Amid a barrage of condemnations and criticisms of US President Donald Trump’s response to the racially charged violence and anti-Semitic outpouring in Charlottesville, Virginia, Israel Hayom stood out Thursday for all but completely ignoring the issue, leading instead with a report on the UN chief’s upcoming visit to the region.

On Friday, however, the daily finally addresses Trump’s controversial statements, and, while vaguely noting that of course neo-Nazis are wrong and the violence at Charlottesville was their fault, attempts to divert attentions from the right toward cases of anti-Semitism on the left.

Israel Hayom writer Isi Liebler’s entire op-ed is directed at Jewish organizations which, he claims, are facilitating anti-Semitism by ignoring or even participating in verbal attacks against the Jewish state.

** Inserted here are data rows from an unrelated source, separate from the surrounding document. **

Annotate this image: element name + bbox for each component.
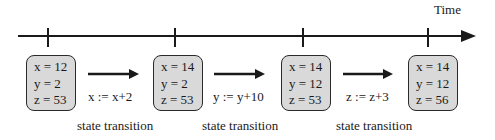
transition-arrow-1 — [88, 69, 139, 79]
state-3-y: y = 12 — [289, 76, 330, 93]
transition-operation-1: x := x+2 — [88, 89, 132, 105]
state-box-2: x = 14 y = 2 z = 53 — [153, 55, 203, 111]
transition-caption-2: state transition — [202, 118, 278, 134]
state-1-y: y = 2 — [34, 76, 75, 93]
state-2-z: z = 53 — [161, 92, 202, 109]
transition-operation-3: z := z+3 — [346, 89, 389, 105]
transition-caption-3: state transition — [336, 118, 412, 134]
timeline-arrowhead-icon — [461, 30, 476, 42]
state-box-3: x = 14 y = 12 z = 53 — [281, 55, 331, 111]
state-1-x: x = 12 — [34, 59, 75, 76]
transition-arrow-3 — [343, 69, 393, 79]
time-axis-label: Time — [434, 2, 461, 18]
state-1-z: z = 53 — [34, 92, 75, 109]
state-3-z: z = 53 — [289, 92, 330, 109]
state-2-x: x = 14 — [161, 59, 202, 76]
transition-arrow-2 — [214, 69, 265, 79]
state-4-x: x = 14 — [416, 59, 457, 76]
transition-caption-1: state transition — [77, 118, 153, 134]
state-3-x: x = 14 — [289, 59, 330, 76]
state-4-z: z = 56 — [416, 92, 457, 109]
state-2-y: y = 2 — [161, 76, 202, 93]
transition-operation-2: y := y+10 — [213, 89, 264, 105]
state-box-4: x = 14 y = 12 z = 56 — [408, 55, 458, 111]
state-4-y: y = 12 — [416, 76, 457, 93]
state-box-1: x = 12 y = 2 z = 53 — [26, 55, 76, 111]
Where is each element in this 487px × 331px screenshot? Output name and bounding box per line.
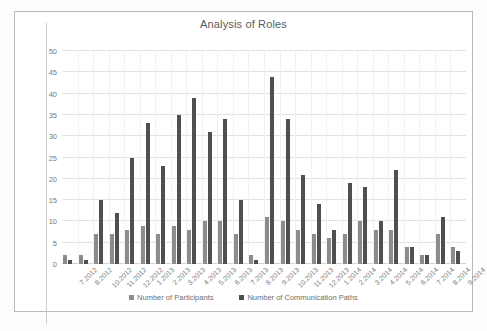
bar-11.2013-series-2[interactable] [301, 175, 305, 264]
bar-12.2012-series-1[interactable] [125, 230, 129, 264]
bar-group [140, 51, 156, 264]
bar-12.2013-series-2[interactable] [317, 204, 321, 264]
bar-group [171, 51, 187, 264]
bar-group [217, 51, 233, 264]
legend-label: Number of Participants [137, 293, 213, 302]
bar-4.2014-series-2[interactable] [379, 221, 383, 264]
y-tick-label: 20 [49, 174, 57, 183]
y-tick-label: 15 [49, 196, 57, 205]
bar-9.2014-series-2[interactable] [456, 251, 460, 264]
scanned-page-background: Analysis of Roles 05101520253035404550 7… [0, 0, 487, 331]
bar-9.2014-series-1[interactable] [451, 247, 455, 264]
bar-group [357, 51, 373, 264]
bar-1.2013-series-2[interactable] [146, 123, 150, 264]
bar-group [202, 51, 218, 264]
bar-8.2013-series-1[interactable] [249, 255, 253, 264]
bar-group [295, 51, 311, 264]
bar-group [280, 51, 296, 264]
bar-group [124, 51, 140, 264]
bar-10.2013-series-1[interactable] [281, 221, 285, 264]
bar-7.2013-series-2[interactable] [239, 200, 243, 264]
x-axis-tick-labels: 7.20128.201210.201211.201212.20121.20132… [62, 266, 466, 310]
bar-group [186, 51, 202, 264]
y-tick-label: 30 [49, 132, 57, 141]
bar-group [78, 51, 94, 264]
y-tick-label: 40 [49, 89, 57, 98]
bar-4.2013-series-1[interactable] [187, 230, 191, 264]
bar-8.2012-series-1[interactable] [79, 255, 83, 264]
bar-7.2014-series-1[interactable] [420, 255, 424, 264]
bar-7.2012-series-1[interactable] [63, 255, 67, 264]
y-tick-label: 35 [49, 110, 57, 119]
bar-12.2013-series-1[interactable] [312, 234, 316, 264]
bar-11.2012-series-1[interactable] [110, 234, 114, 264]
bar-7.2012-series-2[interactable] [68, 260, 72, 264]
bar-5.2014-series-1[interactable] [389, 230, 393, 264]
bar-1.2013-series-1[interactable] [141, 226, 145, 264]
bar-group [450, 51, 466, 264]
bar-6.2013-series-1[interactable] [218, 221, 222, 264]
bar-6.2014-series-2[interactable] [410, 247, 414, 264]
legend-swatch-icon [129, 295, 134, 300]
bar-4.2014-series-1[interactable] [374, 230, 378, 264]
bar-11.2013-series-1[interactable] [296, 230, 300, 264]
bar-group [264, 51, 280, 264]
bar-group [373, 51, 389, 264]
plot-area: 05101520253035404550 [62, 51, 466, 264]
y-tick-label: 0 [53, 260, 57, 269]
bar-2.2014-series-1[interactable] [343, 234, 347, 264]
y-tick-label: 45 [49, 68, 57, 77]
bar-group [93, 51, 109, 264]
bar-6.2014-series-1[interactable] [405, 247, 409, 264]
bar-2.2013-series-1[interactable] [156, 234, 160, 264]
bar-8.2012-series-2[interactable] [84, 260, 88, 264]
bar-4.2013-series-2[interactable] [192, 98, 196, 264]
y-tick-label: 25 [49, 153, 57, 162]
bar-11.2012-series-2[interactable] [115, 213, 119, 264]
bar-group [62, 51, 78, 264]
bar-group [404, 51, 420, 264]
bar-group [248, 51, 264, 264]
bar-7.2013-series-1[interactable] [234, 234, 238, 264]
bar-9.2013-series-2[interactable] [270, 77, 274, 264]
bar-group [233, 51, 249, 264]
legend-swatch-icon [239, 295, 244, 300]
bar-1.2014-series-2[interactable] [332, 230, 336, 264]
bar-5.2014-series-2[interactable] [394, 170, 398, 264]
bar-1.2014-series-1[interactable] [327, 238, 331, 264]
legend-item-1[interactable]: Number of Participants [129, 293, 213, 302]
y-tick-label: 5 [53, 238, 57, 247]
chart-legend: Number of ParticipantsNumber of Communic… [15, 293, 472, 302]
scan-artifact-line [46, 23, 47, 324]
chart-frame: Analysis of Roles 05101520253035404550 7… [14, 11, 473, 312]
bar-10.2013-series-2[interactable] [286, 119, 290, 264]
legend-label: Number of Communication Paths [247, 293, 357, 302]
bar-3.2014-series-2[interactable] [363, 187, 367, 264]
bar-10.2012-series-1[interactable] [94, 234, 98, 264]
bar-7.2014-series-2[interactable] [425, 255, 429, 264]
y-tick-label: 10 [49, 217, 57, 226]
bar-group [388, 51, 404, 264]
bar-6.2013-series-2[interactable] [223, 119, 227, 264]
bar-group [311, 51, 327, 264]
bar-2.2013-series-2[interactable] [161, 166, 165, 264]
bar-8.2013-series-2[interactable] [254, 260, 258, 264]
bar-9.2013-series-1[interactable] [265, 217, 269, 264]
bar-12.2012-series-2[interactable] [130, 158, 134, 265]
chart-title: Analysis of Roles [15, 18, 472, 30]
bar-3.2014-series-1[interactable] [358, 221, 362, 264]
bar-3.2013-series-1[interactable] [172, 226, 176, 264]
bar-5.2013-series-1[interactable] [203, 221, 207, 264]
bar-10.2012-series-2[interactable] [99, 200, 103, 264]
bar-3.2013-series-2[interactable] [177, 115, 181, 264]
bar-group [435, 51, 451, 264]
bar-group [326, 51, 342, 264]
legend-item-2[interactable]: Number of Communication Paths [239, 293, 357, 302]
bar-8.2014-series-2[interactable] [441, 217, 445, 264]
bar-2.2014-series-2[interactable] [348, 183, 352, 264]
bar-group [155, 51, 171, 264]
plot-inner: 05101520253035404550 [62, 51, 466, 264]
bar-8.2014-series-1[interactable] [436, 234, 440, 264]
bar-group [342, 51, 358, 264]
bar-5.2013-series-2[interactable] [208, 132, 212, 264]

“The tolerance that [these organizations] show toward those who incite against Israel is often accompanied by public criticism of Israeli policy,” Liebler writes. “The Jewish community [in the US] must self-examine itself, or else it will lose its influence on the government,” he concludes.

Haaretz, unsurprisingly, takes the opposing stance on the matter, and continues to expand its criticism of Trump to Prime Minister Benjamin Netanyahu, who was careful not to directly address the US president’s comments over the past days.

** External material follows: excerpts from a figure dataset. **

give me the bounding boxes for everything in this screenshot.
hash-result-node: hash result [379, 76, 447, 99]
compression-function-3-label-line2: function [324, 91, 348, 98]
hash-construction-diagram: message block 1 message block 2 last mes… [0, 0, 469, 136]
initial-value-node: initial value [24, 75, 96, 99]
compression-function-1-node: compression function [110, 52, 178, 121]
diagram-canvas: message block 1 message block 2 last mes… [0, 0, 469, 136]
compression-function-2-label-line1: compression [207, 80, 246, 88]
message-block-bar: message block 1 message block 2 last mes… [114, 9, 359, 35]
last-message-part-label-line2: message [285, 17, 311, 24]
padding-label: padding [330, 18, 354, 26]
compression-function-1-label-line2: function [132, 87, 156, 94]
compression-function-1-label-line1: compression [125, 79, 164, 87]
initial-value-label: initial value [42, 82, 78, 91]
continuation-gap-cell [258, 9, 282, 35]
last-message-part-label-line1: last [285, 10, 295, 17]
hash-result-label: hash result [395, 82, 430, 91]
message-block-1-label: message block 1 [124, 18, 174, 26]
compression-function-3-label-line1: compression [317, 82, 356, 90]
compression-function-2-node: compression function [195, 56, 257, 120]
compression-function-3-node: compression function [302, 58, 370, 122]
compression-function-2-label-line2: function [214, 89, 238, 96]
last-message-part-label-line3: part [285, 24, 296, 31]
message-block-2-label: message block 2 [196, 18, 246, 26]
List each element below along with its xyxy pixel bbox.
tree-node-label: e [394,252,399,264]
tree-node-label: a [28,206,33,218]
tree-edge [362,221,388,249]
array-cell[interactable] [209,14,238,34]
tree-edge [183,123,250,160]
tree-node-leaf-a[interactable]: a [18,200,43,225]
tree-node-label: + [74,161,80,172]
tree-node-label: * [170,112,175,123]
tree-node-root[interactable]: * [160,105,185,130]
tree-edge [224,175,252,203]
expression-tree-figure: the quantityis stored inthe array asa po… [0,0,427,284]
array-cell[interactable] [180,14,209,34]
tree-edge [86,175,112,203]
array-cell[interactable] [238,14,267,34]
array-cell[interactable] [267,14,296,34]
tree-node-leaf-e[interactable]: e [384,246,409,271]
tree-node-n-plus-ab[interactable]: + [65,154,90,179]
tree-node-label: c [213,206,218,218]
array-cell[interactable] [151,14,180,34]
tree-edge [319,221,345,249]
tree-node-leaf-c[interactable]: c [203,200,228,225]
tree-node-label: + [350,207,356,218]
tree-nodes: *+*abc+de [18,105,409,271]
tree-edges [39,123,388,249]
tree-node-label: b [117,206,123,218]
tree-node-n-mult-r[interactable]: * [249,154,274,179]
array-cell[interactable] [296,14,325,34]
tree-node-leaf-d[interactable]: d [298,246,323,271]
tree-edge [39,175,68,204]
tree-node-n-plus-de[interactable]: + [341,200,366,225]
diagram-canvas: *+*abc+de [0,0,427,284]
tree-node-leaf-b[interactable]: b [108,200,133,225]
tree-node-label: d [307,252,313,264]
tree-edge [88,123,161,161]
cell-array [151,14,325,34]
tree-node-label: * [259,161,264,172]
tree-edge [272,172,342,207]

“Netanyahu’s silence in the face of anti-Semitism is joined by his meeting in Hungary with Viktor Orban, the prime minister who, during that time, led a campaign against the Jewish tycoon George Soros and praised the Hungarian anti-Semitic leader during the Holocaust, Miklos Horthy,” reads Haaretz’s editorial. “In his embarrassing silence toward Trump’s [statements] and his meetings with nationalist leaders with anti-Semitic sentiments, Netanyahu chooses to cooperate with a right that believes in nationalistic-religious purity, a right that is working to destroy the liberal order, that is fighting human rights and the separation of powers, and is moving toward a state in which the democratic establishments — the courts, media, cultural establishments, education, and civil society — will be under the government’s control. Netanyahu is placing Israel on the dark end of history,” the piece dramatically concludes.

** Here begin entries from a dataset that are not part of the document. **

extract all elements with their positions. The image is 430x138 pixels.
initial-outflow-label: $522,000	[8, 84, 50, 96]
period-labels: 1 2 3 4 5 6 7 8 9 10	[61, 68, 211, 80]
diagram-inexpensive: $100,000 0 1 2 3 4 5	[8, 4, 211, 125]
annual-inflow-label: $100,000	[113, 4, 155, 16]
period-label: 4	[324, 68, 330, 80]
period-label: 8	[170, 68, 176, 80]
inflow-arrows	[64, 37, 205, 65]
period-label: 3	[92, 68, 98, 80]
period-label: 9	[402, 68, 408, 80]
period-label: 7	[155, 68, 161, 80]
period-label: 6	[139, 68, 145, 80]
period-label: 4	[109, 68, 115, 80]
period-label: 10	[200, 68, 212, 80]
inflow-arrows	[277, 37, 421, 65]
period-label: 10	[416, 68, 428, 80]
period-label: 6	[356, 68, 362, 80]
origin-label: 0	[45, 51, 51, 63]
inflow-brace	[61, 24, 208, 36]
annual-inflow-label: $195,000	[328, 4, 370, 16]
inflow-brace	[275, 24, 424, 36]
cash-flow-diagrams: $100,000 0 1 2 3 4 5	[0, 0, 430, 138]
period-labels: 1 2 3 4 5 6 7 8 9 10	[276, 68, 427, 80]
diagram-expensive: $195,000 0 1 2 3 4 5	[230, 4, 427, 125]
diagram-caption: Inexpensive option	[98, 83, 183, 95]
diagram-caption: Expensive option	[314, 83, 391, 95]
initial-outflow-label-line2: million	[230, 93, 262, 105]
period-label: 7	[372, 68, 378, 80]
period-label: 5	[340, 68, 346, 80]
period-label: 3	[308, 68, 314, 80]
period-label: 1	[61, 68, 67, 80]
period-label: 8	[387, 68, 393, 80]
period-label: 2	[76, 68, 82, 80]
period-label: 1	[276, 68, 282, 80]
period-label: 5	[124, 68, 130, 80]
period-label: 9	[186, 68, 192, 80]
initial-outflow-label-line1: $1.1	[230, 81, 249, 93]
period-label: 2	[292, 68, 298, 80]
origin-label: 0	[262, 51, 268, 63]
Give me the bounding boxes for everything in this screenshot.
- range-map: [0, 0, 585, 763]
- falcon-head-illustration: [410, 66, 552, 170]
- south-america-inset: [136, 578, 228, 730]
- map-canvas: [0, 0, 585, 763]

Yedioth also partakes in its usual dose of Netanyahu bashing, but instead of the Trump fiasco, focuses on the prime minister’s alleged excessive spending habits and his wife’s public complaints about the state of the Prime Minister’s Residence in Jerusalem.

The daily prints an entire Facebook post by Michal Diamant, the granddaughter of the late prime minister Yitzhak Shamir, who explains that during her grandfather’s time in office, she never once recalled any grievance having to do with the Israeli leader’s living conditions.

The piece comes in response to a viral video shot by Israeli businesswoman Nicol Raidman, a close personal friend of Sara Netanyahu, at the prime minister’s home in the capital, in which she complained that the estate looked horrible, and that “even jailed terrorists” were better accommodated than the current Israeli leader and his wife.

“I was shaken by the obsessiveness of the Netanyahus about how their home looks,” Diamant writes. “My grandfather, Yitzhak Shamir, never engaged himself in the question of whether the house was luxurious or not.”